How the trick actually works
Alongside the fake receipt, the scammers list an email address and/or a phone number, telling you to get in touch if you want to dispute the charge. The moment a worried user dials that number, the person on the other end poses as a support agent for the company being impersonated.
That is where the real damage begins. These fake agents try to talk you into handing over sensitive details such as your login credentials, credit card information or authentication codes. In some cases they push you to download software that is actually malware. Once installed, that malware gives the scammers remote access to your device, meaning they can control your phone or computer from afar.
Why orders show up in your Shop history
It helps to understand how orders land in your Shop history in the first place. The app tracks orders paid for with Shop Pay and bought from stores that use Shopify, as long as you entered the email tied to your Shop account at checkout.

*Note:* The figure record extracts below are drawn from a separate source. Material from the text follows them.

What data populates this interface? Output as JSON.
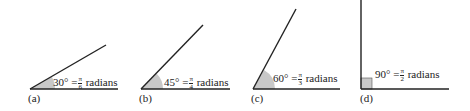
{
  "figure": {
    "panels": [
      {
        "caption": "(a)",
        "degrees": "30°",
        "equals": "=",
        "num": "π",
        "den": "6",
        "unit": "radians",
        "angle_deg": 30
      },
      {
        "caption": "(b)",
        "degrees": "45°",
        "equals": "=",
        "num": "π",
        "den": "4",
        "unit": "radians",
        "angle_deg": 45
      },
      {
        "caption": "(c)",
        "degrees": "60°",
        "equals": "=",
        "num": "π",
        "den": "3",
        "unit": "radians",
        "angle_deg": 60
      },
      {
        "caption": "(d)",
        "degrees": "90°",
        "equals": "=",
        "num": "π",
        "den": "2",
        "unit": "radians",
        "angle_deg": 90
      }
    ],
    "colors": {
      "line": "#222222",
      "shade": "#c8c8c8"
    }
  }
}
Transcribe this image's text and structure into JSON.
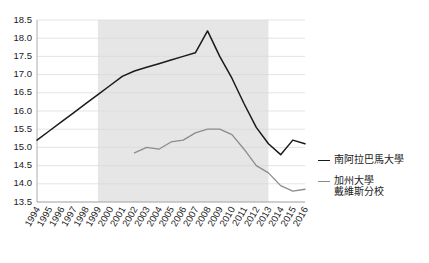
{
  "chart_data": {
    "type": "line",
    "title": "",
    "subtitle": "",
    "xlabel": "",
    "ylabel": "",
    "x": [
      1994,
      1995,
      1996,
      1997,
      1998,
      1999,
      2000,
      2001,
      2002,
      2003,
      2004,
      2005,
      2006,
      2007,
      2008,
      2009,
      2010,
      2011,
      2012,
      2013,
      2014,
      2015,
      2016
    ],
    "xtick_labels": [
      "1994",
      "1995",
      "1996",
      "1997",
      "1998",
      "1999",
      "2000",
      "2001",
      "2002",
      "2003",
      "2004",
      "2005",
      "2006",
      "2007",
      "2008",
      "2009",
      "2010",
      "2011",
      "2012",
      "2013",
      "2014",
      "2015",
      "2016"
    ],
    "ytick_labels": [
      "13.5",
      "14.0",
      "14.5",
      "15.0",
      "15.5",
      "16.0",
      "16.5",
      "17.0",
      "17.5",
      "18.0",
      "18.5"
    ],
    "ytick_values": [
      13.5,
      14.0,
      14.5,
      15.0,
      15.5,
      16.0,
      16.5,
      17.0,
      17.5,
      18.0,
      18.5
    ],
    "ylim": [
      13.5,
      18.5
    ],
    "xlim": [
      1994,
      2016
    ],
    "grid": true,
    "legend_position": "right",
    "shaded_band": {
      "start": 1999,
      "end": 2013,
      "color": "#e6e6e6"
    },
    "series": [
      {
        "name": "南阿拉巴馬大學",
        "color": "#1a1a1a",
        "values": [
          15.2,
          15.45,
          15.7,
          15.95,
          16.2,
          16.45,
          16.7,
          16.95,
          17.1,
          17.2,
          17.3,
          17.4,
          17.5,
          17.6,
          18.2,
          17.5,
          16.9,
          16.2,
          15.55,
          15.1,
          14.8,
          15.2,
          15.1
        ]
      },
      {
        "name": "加州大學戴維斯分校",
        "color": "#8c8c8c",
        "values": [
          null,
          null,
          null,
          null,
          null,
          null,
          null,
          null,
          14.85,
          15.0,
          14.95,
          15.15,
          15.2,
          15.4,
          15.5,
          15.5,
          15.35,
          14.95,
          14.5,
          14.3,
          13.95,
          13.8,
          13.85
        ]
      }
    ]
  },
  "legend": {
    "entries": [
      {
        "label": "南阿拉巴馬大學",
        "color": "#1a1a1a"
      },
      {
        "label": "加州大學\n戴維斯分校",
        "color": "#8c8c8c"
      }
    ]
  }
}
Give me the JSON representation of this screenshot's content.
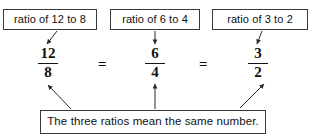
{
  "diagram": {
    "background_color": "#ffffff",
    "ink_color": "#111111",
    "border_color": "#3a3a3a",
    "top_labels": [
      {
        "text": "ratio of 12 to 8"
      },
      {
        "text": "ratio of 6 to 4"
      },
      {
        "text": "ratio of 3 to 2"
      }
    ],
    "fractions": [
      {
        "numerator": "12",
        "denominator": "8"
      },
      {
        "numerator": "6",
        "denominator": "4"
      },
      {
        "numerator": "3",
        "denominator": "2"
      }
    ],
    "operators": [
      {
        "symbol": "="
      },
      {
        "symbol": "="
      }
    ],
    "caption": {
      "text": "The three ratios mean the same number."
    },
    "arrows": {
      "from_label_1": "points down-left to the fraction 12/8",
      "from_label_2": "points straight down to the fraction 6/4",
      "from_label_3": "points down-left to the fraction 3/2",
      "to_fraction_1": "points up-left from the caption to the fraction 12/8",
      "to_fraction_2": "points straight up from the caption to the fraction 6/4",
      "to_fraction_3": "points up-right from the caption to the fraction 3/2"
    }
  }
}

On top of that, the app scans your Gmail and Outlook messages. It looks for keywords like "tracking number" and "track your package" to pull in delivery details, which is why you may also see pending parcels that actually started somewhere outside the Shop ecosystem altogether.
What still isn't clear
It is not yet clear exactly how the threat actors are managing to insert these fake orders into user histories. There is also no evidence that Shop, Shopify or any of the companies whose names are being misused have actually been breached. For its part, Shop has only said it is putting "new controls" in place to reduce the problem.
How to protect yourself
The biggest safeguard is simple: don't automatically assume a receipt for an unknown purchase is genuine, whether it appears in the Shop app or in your email. First, check your bank and credit card statements, and then check your account history with the vendor named on the receipt to see whether a matching purchase really exists.
If you can't find a purchase that lines up, the invoice itself is almost certainly a scam, and you should not engage with it in any way. Don't call the number, don't send an email, and don't click any of the links.